The problem with defining likelihood

By Mead Treadwell and Jeremy Thompson

 

The CTC Sentinel, a publication of West Point’s Combating Terrorism Center, reported in July that at least three times in the last two years, nuclear sites in Pakistan have been attacked by local terrorists: A nuclear missile storage facility at Sargodha and Pakistan’s nuclear airbase at Kamra were attacked in 2007; and in 2008, suicide bombers attacked one of Pakistan’s primary assembly sites for nuclear weapons.

 

The article considers the question of how secure the nuclear arsenals of Pakistan are from terrorists.

 

“Pakistan has established a robust set of measures to assure the security of its nuclear weapons,” the article states. “These have been based on copying U.S. practices, procedures and technologies, and comprise: a) physical security; b) personnel reliability programs; c) technical and procedural safeguards; and d) deception and secrecy.”

 

Though these “robust” measures give a “high degree of confidence” to the Pakistan government that its nuclear arsenal is secure, the article says that “empirical evidence points to a clear set of weaknesses and vulnerabilities in Pakistan’s nuclear safety and security arrangements.”

 

The author addresses two concerns: The first is that the sites that manufacture, assemble or refurbish nuclear weapons are not as secure as the sites that store the deployed ones. The second concern the author considers is the possibility of collusion.

 

“It is widely accepted that there is a strong element within the Pakistan Army and within the lead intelligence agency, the ISI, that is anti-Western, particularly anti-U.S., and that there also exists an overlapping pro-Islamist strand…No screening program will ever be able to weed out all Islamist sympathizers or anti-Westerners among Pakistan’s military or among civilians with nuclear weapons expertise,” according to the author.

 

The question is an important one, as the likelihood of collusion in Pakistan would most certainly affect the likelihood of an EMP attack. Nuclear capability in some form constitutes one of three dots that need to be connected: nuclear capability, delivery technology, and the willingness to carry it out. 

 

But the measure of likelihood, despite being a very complex and elusive question, is often used to create policy the way numbers are used to illustrate math equations, sometimes out of necessity. It is often asserted that EMP is a high risk scenario, but there is a low likelihood that it would occur; therefore, we should not devote resources to preparing for such a scenario. But measures of likelihood on this scale were not meant to enjoy this kind of certainty, nor is it wise to justify a policy on a likelihood that is based on another likelihood.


=== Task brief ===
I need an exact copy of the lines from the one containing "Describe the element at coordinates (213, 242)" through the end of the records, without any pictures.

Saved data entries
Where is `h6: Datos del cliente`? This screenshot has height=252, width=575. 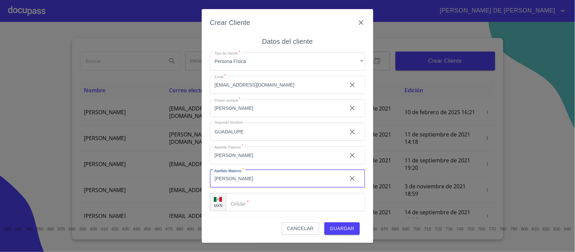 h6: Datos del cliente is located at coordinates (287, 41).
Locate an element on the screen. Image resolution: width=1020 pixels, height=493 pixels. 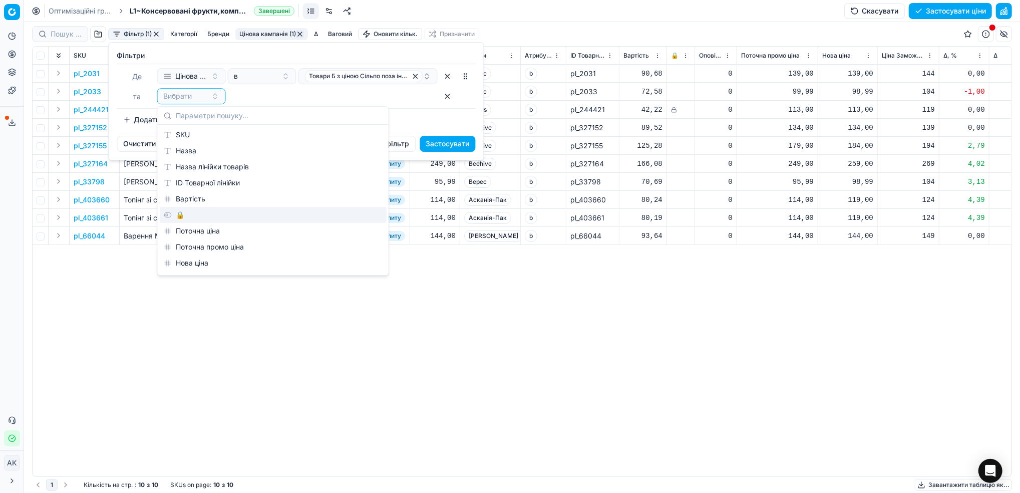
button: Очистити is located at coordinates (140, 144).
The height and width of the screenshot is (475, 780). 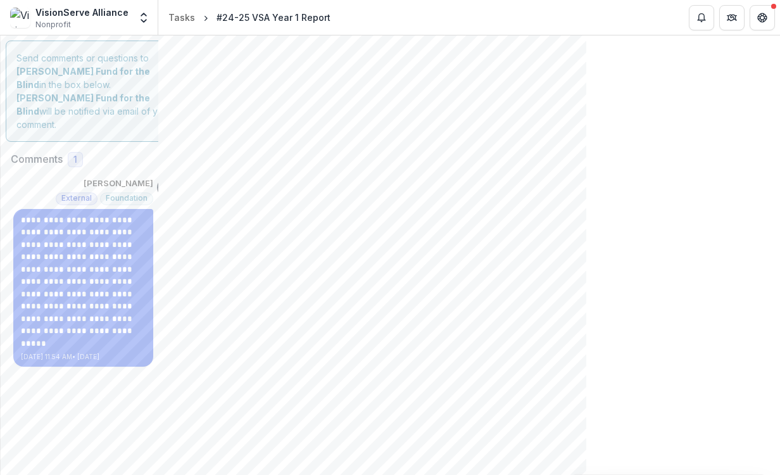 I want to click on button: Get Help, so click(x=762, y=18).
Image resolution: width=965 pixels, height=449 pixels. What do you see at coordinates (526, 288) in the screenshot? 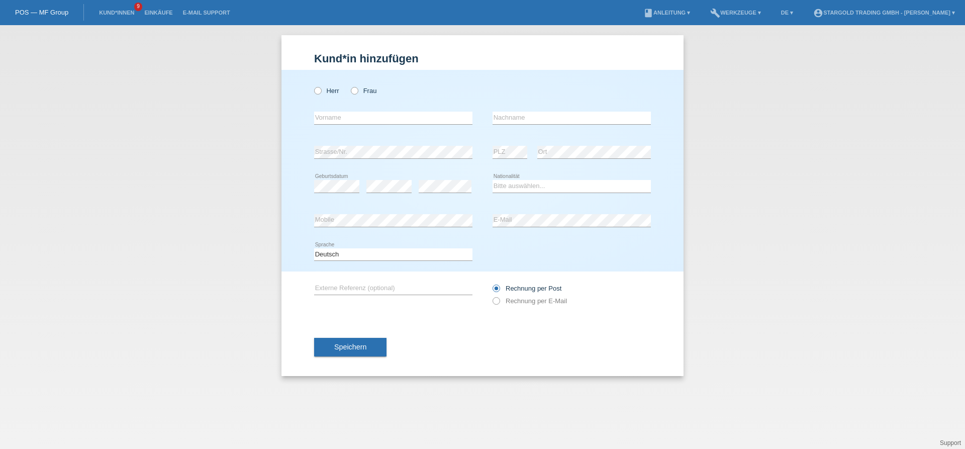
I see `label: Rechnung per Post` at bounding box center [526, 288].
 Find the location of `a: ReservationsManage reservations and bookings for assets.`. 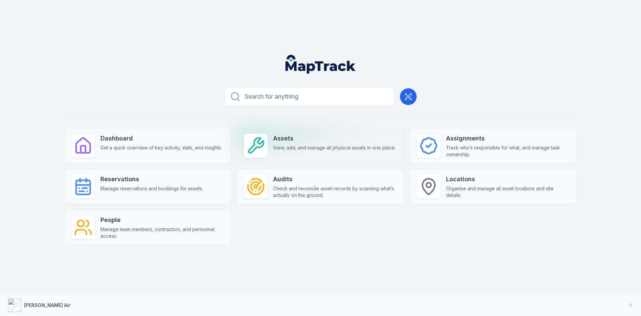

a: ReservationsManage reservations and bookings for assets. is located at coordinates (148, 186).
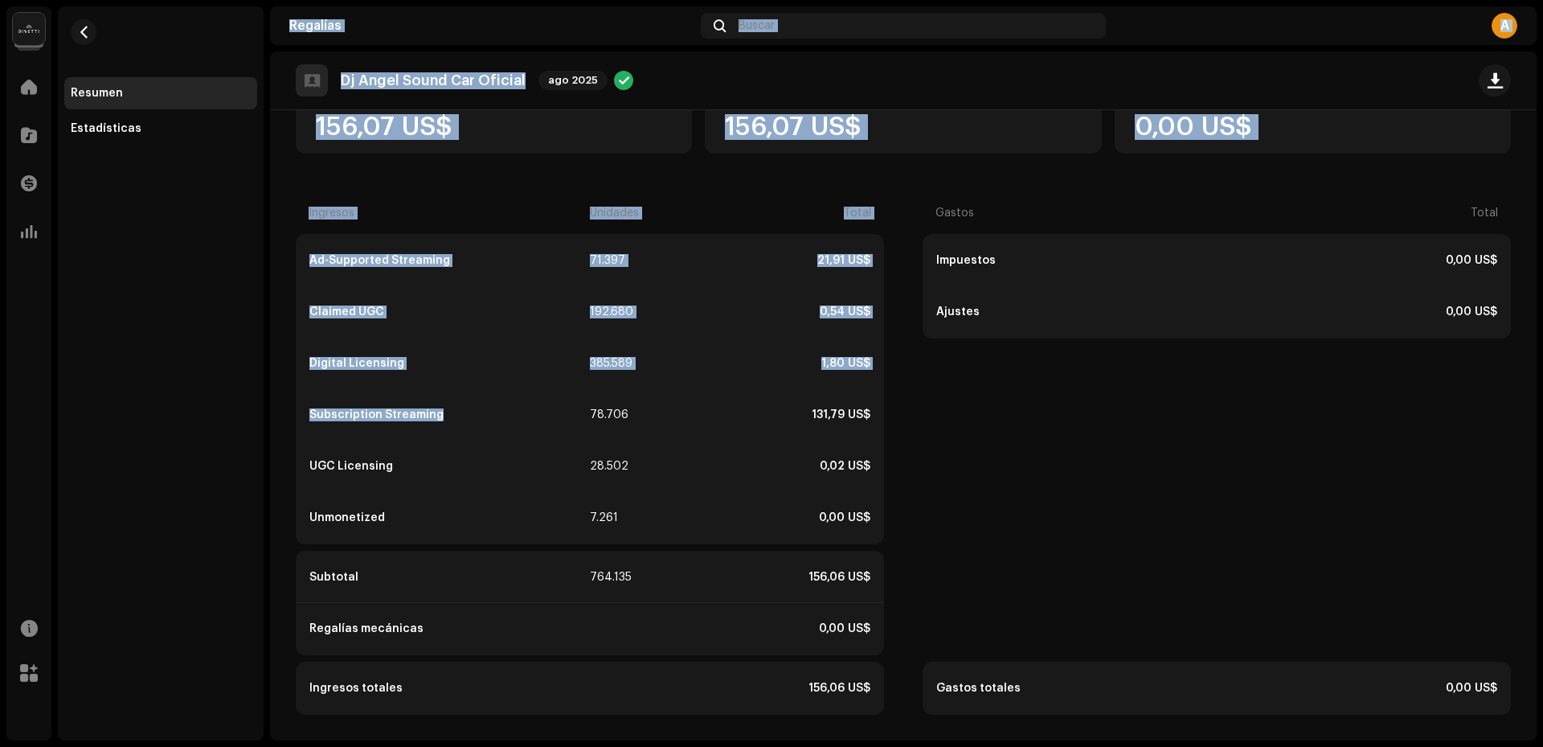 The height and width of the screenshot is (747, 1543). Describe the element at coordinates (617, 466) in the screenshot. I see `div: 28.502` at that location.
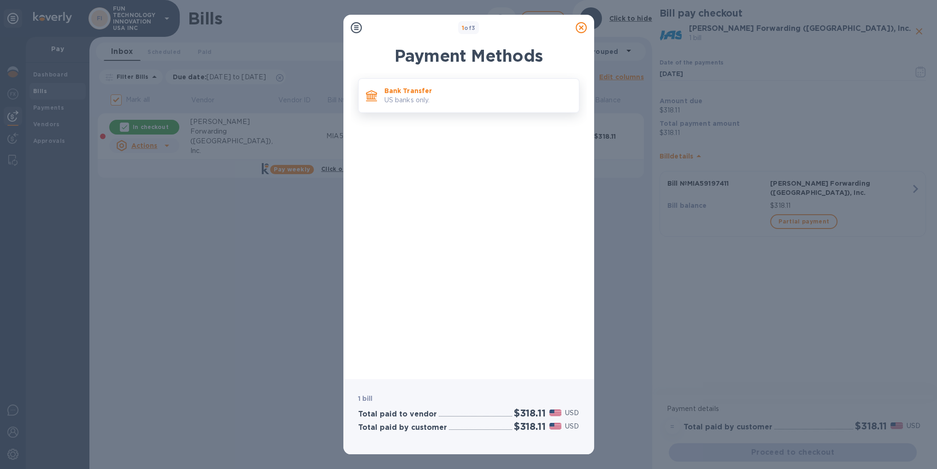 This screenshot has width=937, height=469. Describe the element at coordinates (365, 399) in the screenshot. I see `b: 1 bill` at that location.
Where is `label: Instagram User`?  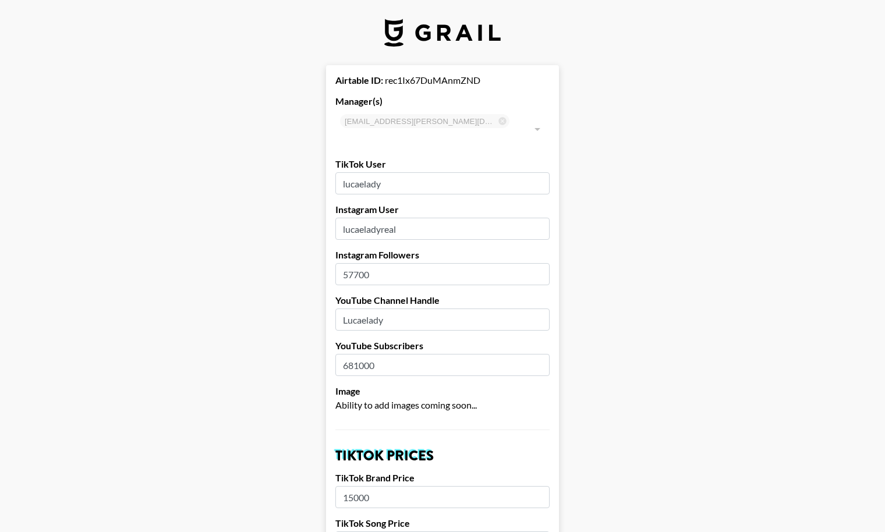
label: Instagram User is located at coordinates (443, 210).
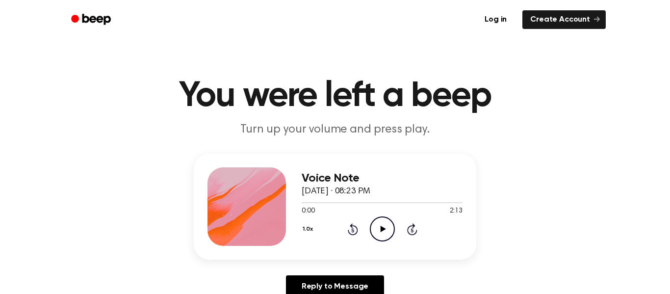 The image size is (670, 294). I want to click on a: Create Account, so click(564, 20).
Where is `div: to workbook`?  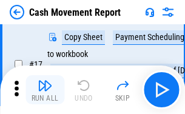
div: to workbook is located at coordinates (67, 54).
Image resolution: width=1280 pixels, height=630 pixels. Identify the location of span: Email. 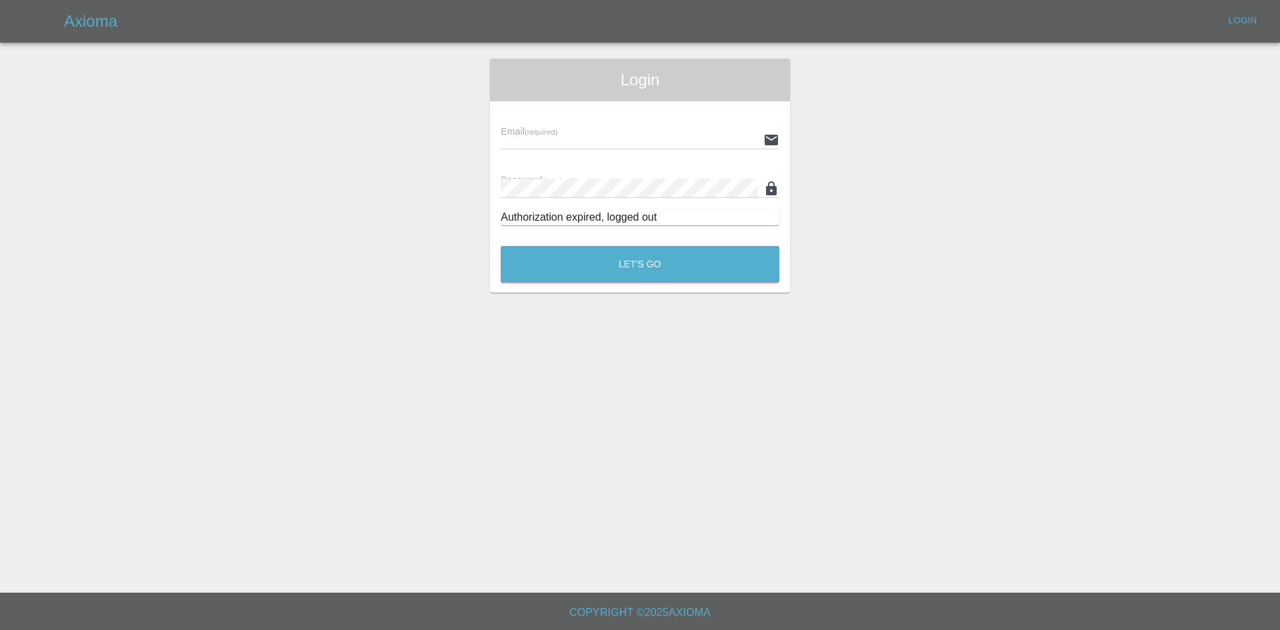
(529, 131).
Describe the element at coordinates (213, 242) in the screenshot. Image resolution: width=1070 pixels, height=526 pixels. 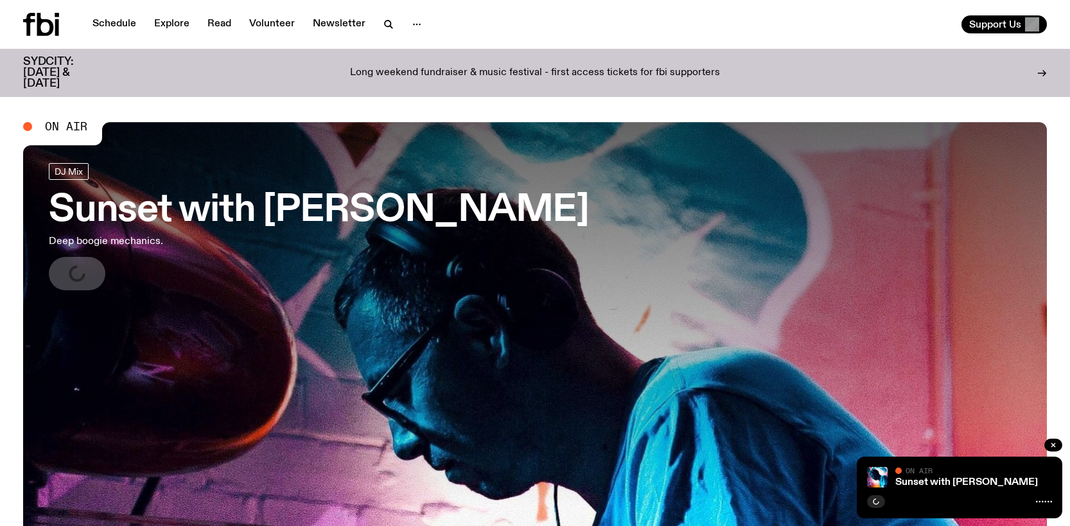
I see `p: Deep boogie mechanics.` at that location.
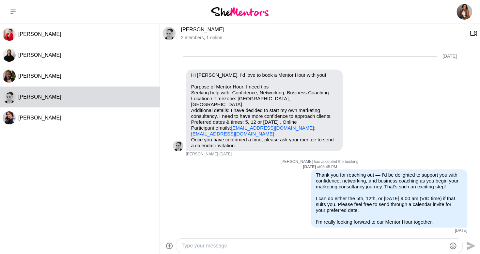 The image size is (480, 254). I want to click on time: 2025-09-02T10:47:04.475Z, so click(461, 231).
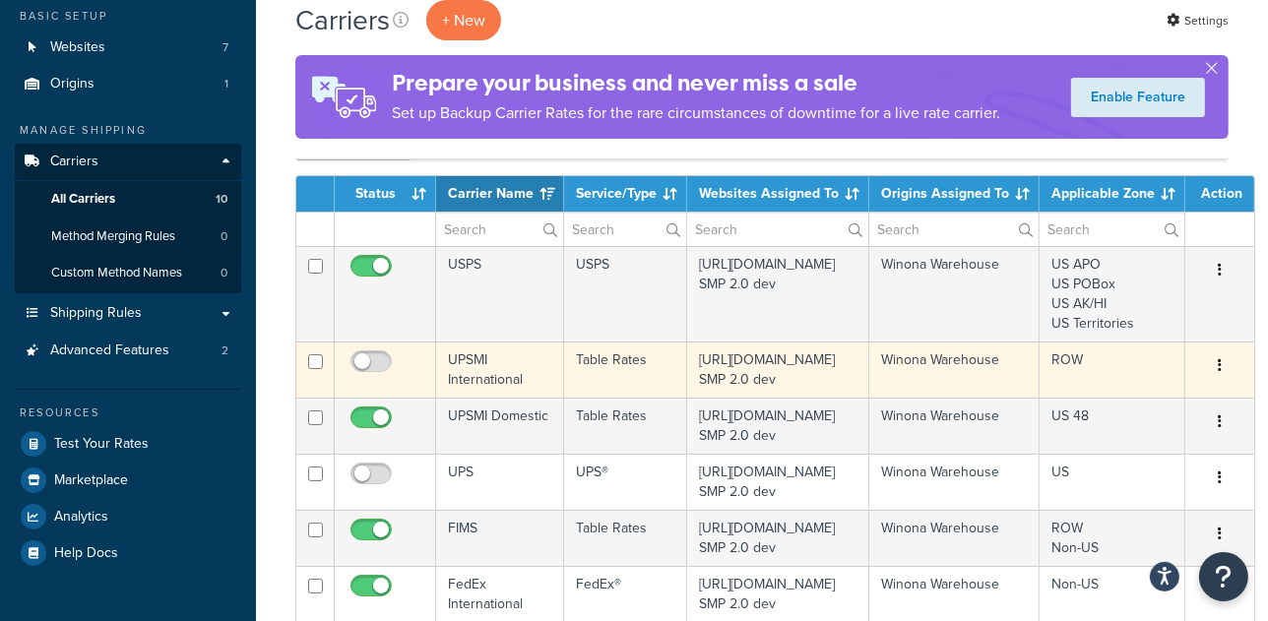 The height and width of the screenshot is (621, 1268). What do you see at coordinates (109, 351) in the screenshot?
I see `span: Advanced Features` at bounding box center [109, 351].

=== Answer box ===
Describe the element at coordinates (213, 242) in the screenshot. Image resolution: width=1070 pixels, height=526 pixels. 
I see `p: Deep boogie mechanics.` at that location.
 The image size is (480, 254). I want to click on time: 2025-09-02T10:47:04.475Z, so click(461, 231).
 The height and width of the screenshot is (621, 1268). What do you see at coordinates (109, 351) in the screenshot?
I see `span: Advanced Features` at bounding box center [109, 351].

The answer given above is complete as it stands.